If not hurt, at least stress. Hajin Suh, a director's assistant at the Association of the Bar of the City of New York, graduated this year from New York University with two goals: to eventually attend law school and to immediately find an apartment. She has the apartment, which she shares with three roommates, and she is preparing to apply to law school, but to support herself, she is working two jobs and a 65-hour work week.

Suh earns $16 an hour at the lawyers' organization but says the pay isn't enough to cover her living expenses or coming college-loan payments. So she also works as a waitress in a Manhattan seafood restaurant, where she gets $3.85 an hour plus tips, which can range anywhere from $80 to $200 a night.
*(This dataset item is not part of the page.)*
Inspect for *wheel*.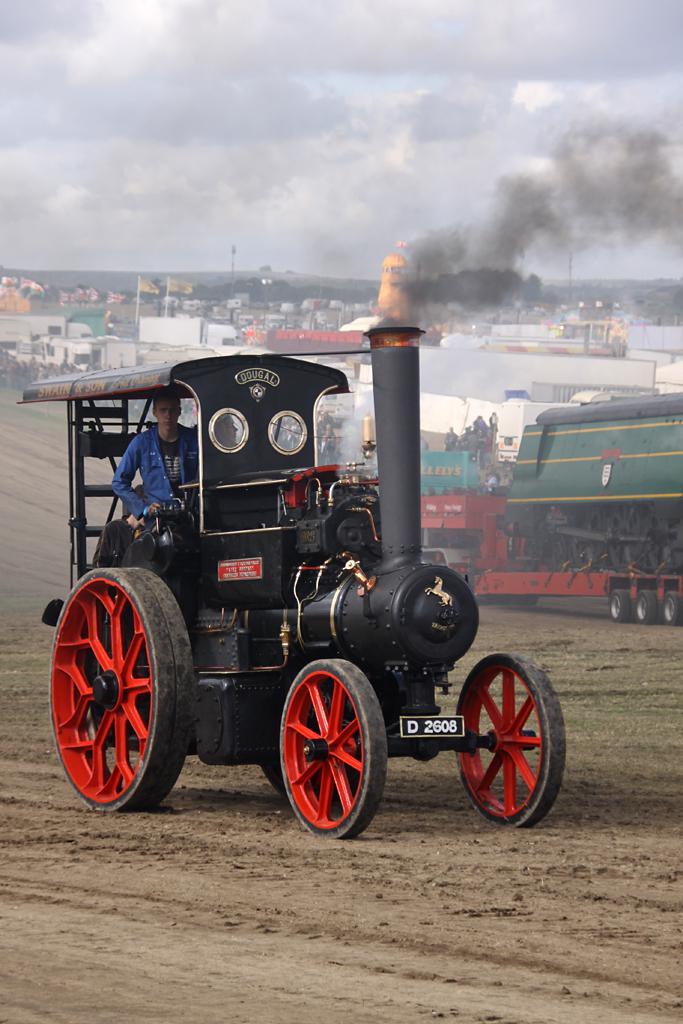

Suh has accumulated almost $30,000 in college loans and says her payments will total $300 a month beginning this month. Her other monthly expenses include $650 for rent and utilities, a $50 cell phone bill, and $76 for the subway and bus card she uses to get to work. And she recently spent $1,250 for a three-month program to prepare for the Law School Admission Test.

She spends 40 hours over three days at the restaurant, and 24 hours at the bar association. Adding her hourly wage as a waitress, tips, and what she makes from the bar association, Suh estimates that she's earning about $40,000 a year. She knows her expenses might be cheaper in a smaller city, but she likes her nonprofit job, which involves helping attorneys battling substance abuse, and loves living in New York.
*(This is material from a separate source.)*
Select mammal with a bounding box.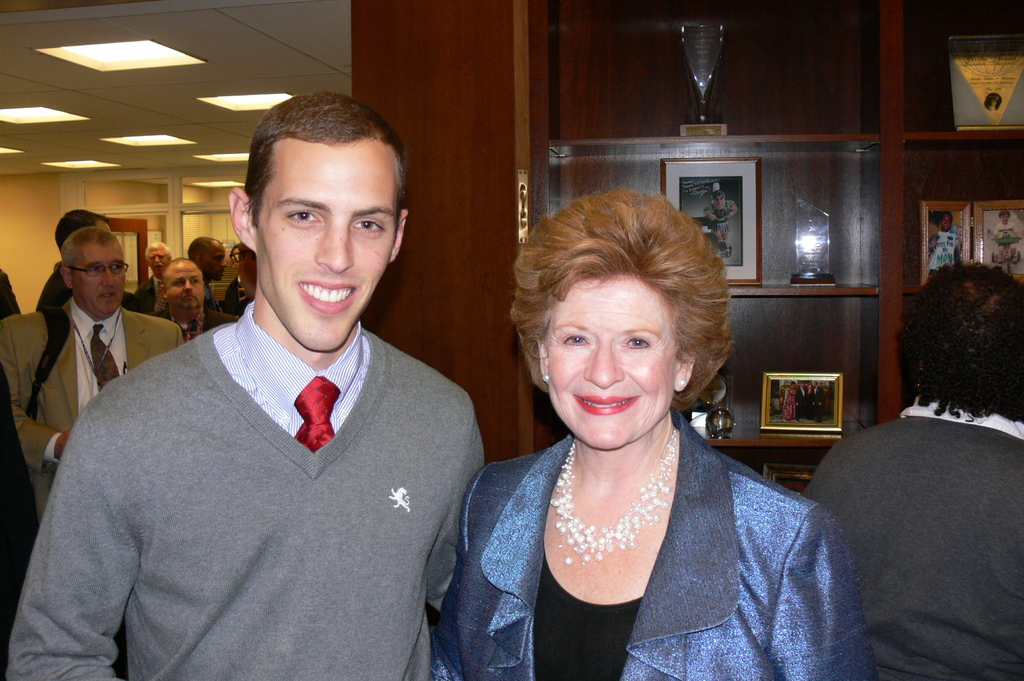
BBox(927, 206, 962, 270).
Alyson Potts, another recent graduate, landed a job as a communications associate for Planned Parenthood in Boston. Armed with a political-science degree from Syracuse University, Potts says she initially wanted to work either in government for an elected official or for a nonprofit organization. Then she learned during her job search that her salary would be somewhere between $20,000 and $35,000 — not enough to pay for an apartment or even cover other living expenses.
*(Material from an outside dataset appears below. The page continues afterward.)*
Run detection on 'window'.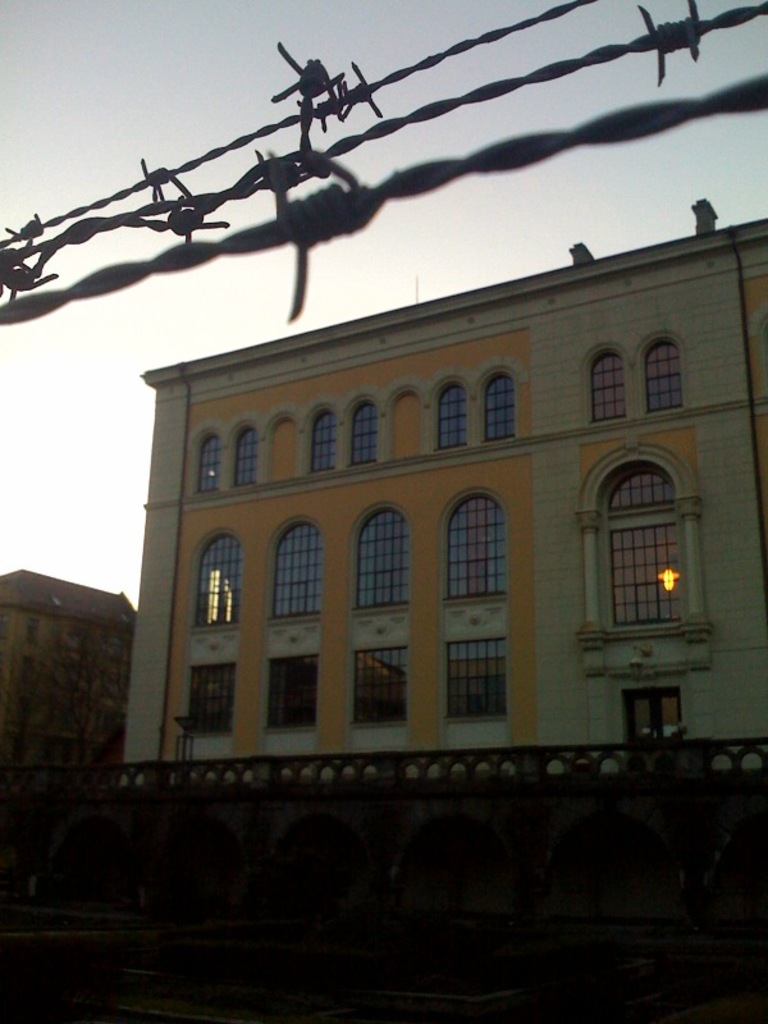
Result: Rect(233, 429, 270, 490).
"I had this vision in my head of getting the exact job that I wanted right away, but then I saw what starting salaries really were," Potts says. But because the Planned Parenthood job best matched her interests, she took the offer and supplements her income by working odd weekend shifts at a local department store. Instead of moving into an apartment with friends, she moved back to her parents' home.

"I don't think anybody really wants to go back home to live, (but) it was a decision that I made because it made sense," she says. As for her Planned Parenthood job, she's glad she's working in a field she believes in and hopes she can advance to a better-paid position there. "I'm more happy to put in my time to do something I love," she says. "If someone offered another job that paid me a lot more money, I probably wouldn't take it."

Some young professionals count on income from their extra jobs not to cover expenses, but for extras. Ricky Fung, who graduated from Cornell University last year, is an account manager at CDW Government Inc., a computer-discount reseller company in Washington, which pays $25,000 base salary plus commission. He also does tutoring to earn money for investments.

His rationale: "I don't want to wait until 10 years from now and then start investing ... then wait another 10 for my gains to come through."

Randall Hansen, a business-administration professor at Stetson University, worries that recent college graduates who are working multiple jobs will get burned out too quickly or be unable to put in the concentrated 10-hour days many companies now expect. Employers he has spoken with are concerned about how a second job may affect their employees' performance, he says. Companies fear that second jobs will "take employees' concentration and focus away from their main job — that they'll come in bleary-eyed in the morning and lose some of that edge they have," he says.

In fact, Mondaca, the Stetson graduate at the speedway, in August decided on his own that excelling at that job required more commitment and was more important than earning extra cash.